Ray and Greenspan, his colleague, used to browse music stores together after work, trying out different instruments. Greenspan’s wife, Bonnie, told me, “He wouldn’t just play the notes of the song—he really played beautifully, and nothing else he did in life had that nuance.” But even music gradually lost its appeal.
Ray began to threaten suicide. Worn down by his helplessness, Greenspan and Joy gave him an ultimatum: if he didn’t check into a hospital, Joy would file for divorce and Greenspan would leave the practice. Ray reluctantly agreed. He decided on Chestnut Lodge, which was then run by Dexter Jr., the founder’s grandson. Ray had read about the hospital in Joanne Greenberg’s bestselling 1964 autobiographical novel, I Never Promised You a Rose Garden, which tells the story of her treatment with Fromm-Reichmann. The book is a kind of ode to the power of psychoanalytic insight. “The symptoms and the sickness and the secrets have many reasons for being,” Greenberg, who had been diagnosed with schizophrenia, wrote. “If it were not so, we could give you a nice shot of this or that drug.” But, she wrote, “these symptoms are built of many needs and serve many purposes, and that is why getting them away makes so much suffering.”
* * *
RAY TOOK A leave of absence from his business and checked into the Lodge on January 2, 1979—a time of year, following the loneliness and forced joy of the holidays, when many psychiatric admissions occur. It was a damp, overcast day. Ray’s stepfather drove him up a road lined with white rocks, past fields dotted with garden gnomes. In the parking lot, carved wooden signs for each psychiatrist’s car gave “the overall effect of a row of crosses,” Ray observed. “Almost like a cemetery.” The building’s exterior was stately, but inside the floors were linoleum, and the windows were lined with iron bars. Ceiling lamps were covered in wire cages. In a loud and frantic voice, Ray told his stepfather, “I don’t care to stay here.” But his stepfather said he could not allow him to go home.
Ray’s roommate, who was being treated for sexual perversions, told Ray that he was lucky: Manuel Ross, the psychoanalyst to whom Ray had been assigned, was considered one of the best analysts at the Lodge. Wiry, with a graying mustache and a widow’s peak, Ross had worked at the Lodge for sixteen years.

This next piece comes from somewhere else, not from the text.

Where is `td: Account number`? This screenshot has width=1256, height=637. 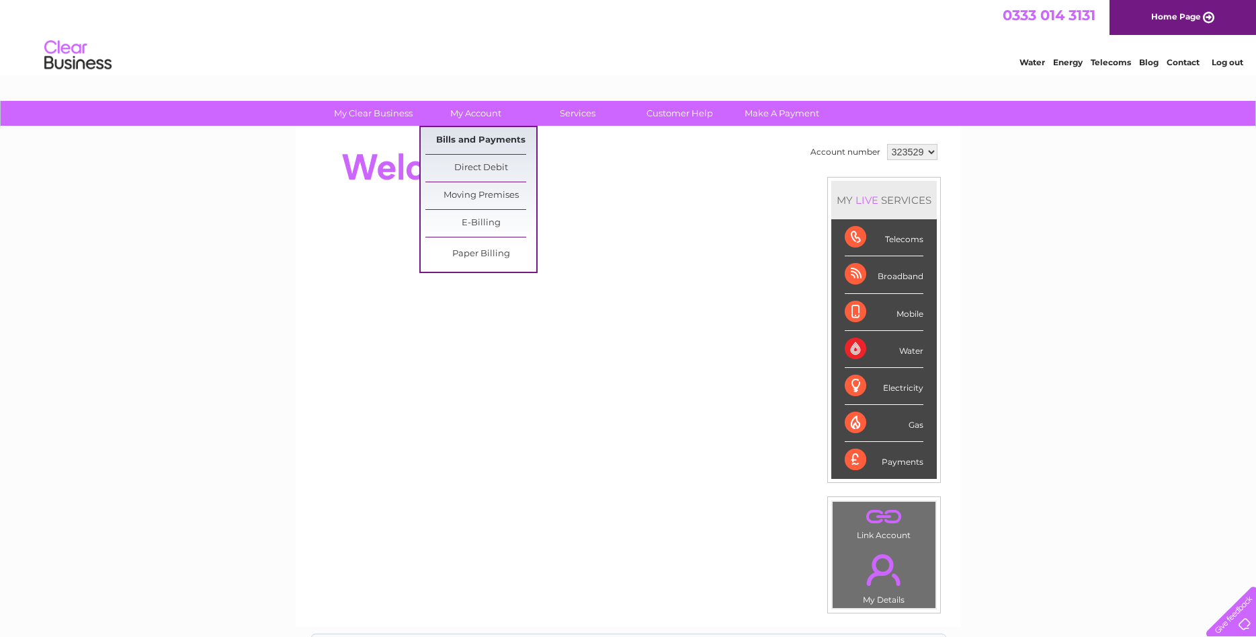 td: Account number is located at coordinates (846, 152).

During Ray’s first few weeks of therapy, Ross tried to reassure him that his life was not over, but Ray would only “pull back and become more distant, become more repetitive,” Ross later told his colleagues. Hoping to improve Ray’s insight, Ross interrupted Ray when he became self-pitying. “Cut the shit!” he told him. When Ray described his life as a tragedy, Ross said, “None of this is tragic. You are not heroic enough to be tragic.”